In the second quarter, AGCO Corporation increased its sales by 14% compared to the same period a year earlier. These results drove an increase of about 50% in net income, leading the company to report $2.08 in earnings per share versus $1.38 a year ago. The first quarter was even stronger, and so over the first half of 2012 sales rose 19% and net income grew more than 50%. It is possible that some of these gains were due to mild winter weather in the U.S. that pushed demand for farm equipment earlier in the year (North American operations primarily drove revenue gains, with sales in the region rising 72% in the first half of the year compared to the first half of 2011). However, even now North America is only responsible for about a quarter of the company’s business and its leading market, EMEA, also saw growth in its revenue and operating income.

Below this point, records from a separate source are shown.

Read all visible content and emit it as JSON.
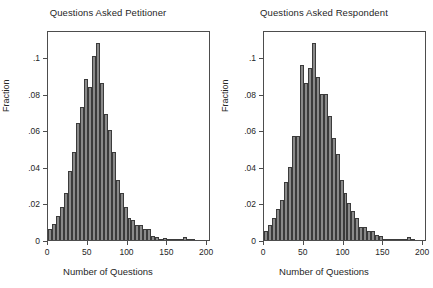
{
  "figure": {
    "background": "#ffffff",
    "bar_fill": "#8a8a8a",
    "bar_edge": "#3b3b3b",
    "axis_color": "#4d4d4d"
  },
  "chart_data": [
    {
      "type": "bar",
      "title": "Questions Asked Petitioner",
      "xlabel": "Number of Questions",
      "ylabel": "Fraction",
      "xlim": [
        0,
        205
      ],
      "ylim": [
        0,
        0.115
      ],
      "xticks": [
        0,
        50,
        100,
        150,
        200
      ],
      "xtick_labels": [
        "0",
        "50",
        "100",
        "150",
        "200"
      ],
      "yticks": [
        0,
        0.02,
        0.04,
        0.06,
        0.08,
        0.1
      ],
      "ytick_labels": [
        "0",
        ".02",
        ".04",
        ".06",
        ".08",
        ".1"
      ],
      "grid": false,
      "legend": "none",
      "bin_width": 5,
      "bin_centers": [
        2.5,
        7.5,
        12.5,
        17.5,
        22.5,
        27.5,
        32.5,
        37.5,
        42.5,
        47.5,
        52.5,
        57.5,
        62.5,
        67.5,
        72.5,
        77.5,
        82.5,
        87.5,
        92.5,
        97.5,
        102.5,
        107.5,
        112.5,
        117.5,
        122.5,
        127.5,
        132.5,
        137.5,
        142.5,
        147.5,
        152.5,
        157.5,
        162.5,
        167.5,
        172.5,
        177.5,
        182.5,
        187.5,
        192.5,
        197.5
      ],
      "values": [
        0.006,
        0.009,
        0.013,
        0.018,
        0.026,
        0.038,
        0.048,
        0.064,
        0.073,
        0.088,
        0.084,
        0.101,
        0.108,
        0.086,
        0.069,
        0.06,
        0.048,
        0.033,
        0.026,
        0.018,
        0.012,
        0.011,
        0.008,
        0.008,
        0.006,
        0.006,
        0.002,
        0.0015,
        0.0007,
        0.001,
        0.0005,
        0.0003,
        0.0003,
        0.0005,
        0.0015,
        0.0002,
        0.0002,
        0.0,
        0.0,
        0.0
      ]
    },
    {
      "type": "bar",
      "title": "Questions Asked Respondent",
      "xlabel": "Number of Questions",
      "ylabel": "Fraction",
      "xlim": [
        0,
        205
      ],
      "ylim": [
        0,
        0.115
      ],
      "xticks": [
        0,
        50,
        100,
        150,
        200
      ],
      "xtick_labels": [
        "0",
        "50",
        "100",
        "150",
        "200"
      ],
      "yticks": [
        0,
        0.02,
        0.04,
        0.06,
        0.08,
        0.1
      ],
      "ytick_labels": [
        "0",
        ".02",
        ".04",
        ".06",
        ".08",
        ".1"
      ],
      "grid": false,
      "legend": "none",
      "bin_width": 5,
      "bin_centers": [
        2.5,
        7.5,
        12.5,
        17.5,
        22.5,
        27.5,
        32.5,
        37.5,
        42.5,
        47.5,
        52.5,
        57.5,
        62.5,
        67.5,
        72.5,
        77.5,
        82.5,
        87.5,
        92.5,
        97.5,
        102.5,
        107.5,
        112.5,
        117.5,
        122.5,
        127.5,
        132.5,
        137.5,
        142.5,
        147.5,
        152.5,
        157.5,
        162.5,
        167.5,
        172.5,
        177.5,
        182.5,
        187.5,
        192.5,
        197.5
      ],
      "values": [
        0.005,
        0.008,
        0.012,
        0.017,
        0.022,
        0.032,
        0.04,
        0.057,
        0.057,
        0.096,
        0.086,
        0.094,
        0.108,
        0.089,
        0.08,
        0.08,
        0.068,
        0.056,
        0.047,
        0.033,
        0.026,
        0.02,
        0.016,
        0.012,
        0.007,
        0.007,
        0.005,
        0.005,
        0.003,
        0.002,
        0.0008,
        0.0004,
        0.0003,
        0.0002,
        0.0002,
        0.0003,
        0.0015,
        0.0002,
        0.0,
        0.0
      ]
    }
  ]
}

Based on its historical results and Wall Street expectations, AGCO Corporation is a great value. The trailing P/E multiple is only 6, and though the sell-side expects a stagnant business next year, moderate earnings growth over the next several years implies a five-year PEG ratio of 0.6. On a macro level many investors are starting to look at natural resources, including farm products, as good investments as a growing world population bumps up against resource constraints. It is likely that farm equipment manufacturers such as AGCO and Deere & Company (NYSE:DE) would capitalize on this trend as well.

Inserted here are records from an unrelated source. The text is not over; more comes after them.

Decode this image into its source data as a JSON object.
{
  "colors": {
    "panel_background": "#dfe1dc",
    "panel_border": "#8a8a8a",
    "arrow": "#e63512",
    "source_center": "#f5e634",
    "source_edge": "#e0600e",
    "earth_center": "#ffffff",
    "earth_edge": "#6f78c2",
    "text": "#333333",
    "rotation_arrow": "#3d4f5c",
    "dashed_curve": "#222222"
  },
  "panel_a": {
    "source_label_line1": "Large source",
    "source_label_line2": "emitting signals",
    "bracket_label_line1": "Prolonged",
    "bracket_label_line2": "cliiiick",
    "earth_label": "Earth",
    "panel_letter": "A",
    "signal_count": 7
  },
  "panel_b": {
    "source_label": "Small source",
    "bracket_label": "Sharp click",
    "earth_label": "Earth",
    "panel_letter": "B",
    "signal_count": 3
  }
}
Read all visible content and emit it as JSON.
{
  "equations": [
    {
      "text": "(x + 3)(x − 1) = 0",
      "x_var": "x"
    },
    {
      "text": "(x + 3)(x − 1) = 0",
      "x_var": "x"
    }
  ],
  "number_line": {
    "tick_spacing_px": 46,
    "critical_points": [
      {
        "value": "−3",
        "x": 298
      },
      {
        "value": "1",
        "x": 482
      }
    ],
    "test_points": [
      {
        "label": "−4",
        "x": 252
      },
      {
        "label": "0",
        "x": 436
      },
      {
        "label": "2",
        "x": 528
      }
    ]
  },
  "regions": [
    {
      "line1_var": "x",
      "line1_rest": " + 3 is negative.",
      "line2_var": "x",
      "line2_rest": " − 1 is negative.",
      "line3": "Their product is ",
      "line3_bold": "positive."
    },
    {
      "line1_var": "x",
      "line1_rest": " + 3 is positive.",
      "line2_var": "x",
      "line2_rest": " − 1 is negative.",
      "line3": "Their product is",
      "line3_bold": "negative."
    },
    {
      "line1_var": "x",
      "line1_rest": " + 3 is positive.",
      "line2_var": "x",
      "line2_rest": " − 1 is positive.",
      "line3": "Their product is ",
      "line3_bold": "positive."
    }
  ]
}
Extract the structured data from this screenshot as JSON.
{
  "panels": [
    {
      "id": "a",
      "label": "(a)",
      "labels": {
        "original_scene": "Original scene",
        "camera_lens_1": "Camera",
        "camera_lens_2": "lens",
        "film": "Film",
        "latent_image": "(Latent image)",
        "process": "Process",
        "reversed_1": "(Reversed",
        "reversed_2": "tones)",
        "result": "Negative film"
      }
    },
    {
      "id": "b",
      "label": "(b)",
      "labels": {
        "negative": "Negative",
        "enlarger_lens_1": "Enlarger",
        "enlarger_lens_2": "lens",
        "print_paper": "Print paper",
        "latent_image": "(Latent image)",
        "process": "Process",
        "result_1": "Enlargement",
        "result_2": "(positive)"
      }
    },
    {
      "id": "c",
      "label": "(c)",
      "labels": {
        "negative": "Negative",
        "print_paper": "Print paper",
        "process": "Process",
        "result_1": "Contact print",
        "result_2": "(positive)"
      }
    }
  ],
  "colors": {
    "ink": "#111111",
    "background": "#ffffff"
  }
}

AGCO should be compared to manufacturers and retailers of farm equipment, including Deere, CNH Global NV (NYSE:CNH), and Tractor Supply Company (NASDAQ:TSCO). Deere and CNH, the manufacturers, trade at similarly low earnings multiples to AGCO’s: their trailing multiples are 11 and 10, respectively. With their market capitalizations coming in at $31 and $10 billion against AGCO’s $4 billion, they likely deserve slightly higher multiples on historical earnings assuming that their growth outlooks are similar. CNH’s growth has been quite rapid recently- 20% revenue growth and 77% earnings growth last quarter compared to the same period in the previous year- and Deere’s has been slow but steady at about 10% for both figures. They both trade at 9 times forward earnings estimates, again higher than AGCO. Tractor Supply is priced much more for growth, at a trailing P/E of 28 and a forward P/E of 23, and we think the manufacturers are better buys. Fertilizer provider Potash Corp of Saskatchewan, Inc. (NYSE:POT) would be another way to invest in growth in agriculture; it actually saw a drop in earnings last quarter compared to the same period in 2011 and carries a trailing P/E of 15. Again, the manufacturers seem to be better values. Given the similar valuations we might prefer taking market leader Deere at the slightly higher earnings multiple and picking up a moderate dividend yield of 2.4% in the bargain.